On Westmere, Skylake, Kaby Lake, Coffee Lake, Cannon Lake (and probably Ice Lake), dTLB-loads
and dTLB-stores
are mapped to MEM_INST_RETIRED.ALL_LOADS
and MEM_INST_RETIRED.ALL_STORES
, respectively. On Sandy Bridge, Ivy Bridge, Haswell, Broadwell, Goldmont, Goldmont Plus, they are mapped to MEM_UOP_RETIRED.ALL_LOADS
and MEM_UOP_RETIRED.ALL_STORES
, respectively. On Core2, Nehalem, Bonnell, Saltwell, they are mapped to L1D_CACHE_LD.MESI
and L1D_CACHE_ST.MESI
, respectively. (Note that on Bonnell and Saltwell, the official names of the events are L1D_CACHE.LD
and L1D_CACHE.ST
and the event codes used by perf
are only documented in the Intel manual Volume 3 and not in other Intel sources on performance events.) The dTLB-loads
and dTLB-stores
events are not supported on Silvermont and Airmont.
On all current AMD processors, dTLB-loads
is mapped to LsDcAccesses
and dTLB-stores
is not supported. However, LsDcAccesses
counts TLB lookups for both loads and stores. On processors from other vendors, dTLB-loads
and dTLB-stores
are not supported.
See Hardware cache events and perf for how to map perf
core events to native events.
The dTLB-loads
and dTLB-stores
event counts for the same program on different microarchitectures can be different not only because of differences in the microarchitectures but also because the meaning of the events is itself different.

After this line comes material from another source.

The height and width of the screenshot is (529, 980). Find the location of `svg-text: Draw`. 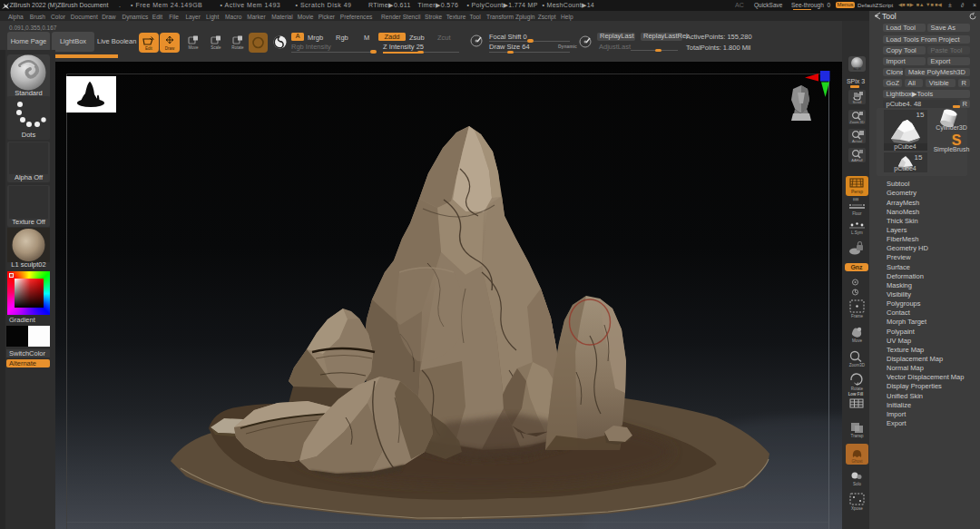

Therefore, even if the microarchitectural behavior of the program turned out to be the same on the microarchitectures, the event counts can still be different. A brief description of the native events on all Intel microarchitectures can be found here and a more detailed description on some of the microarchitectures can be found here.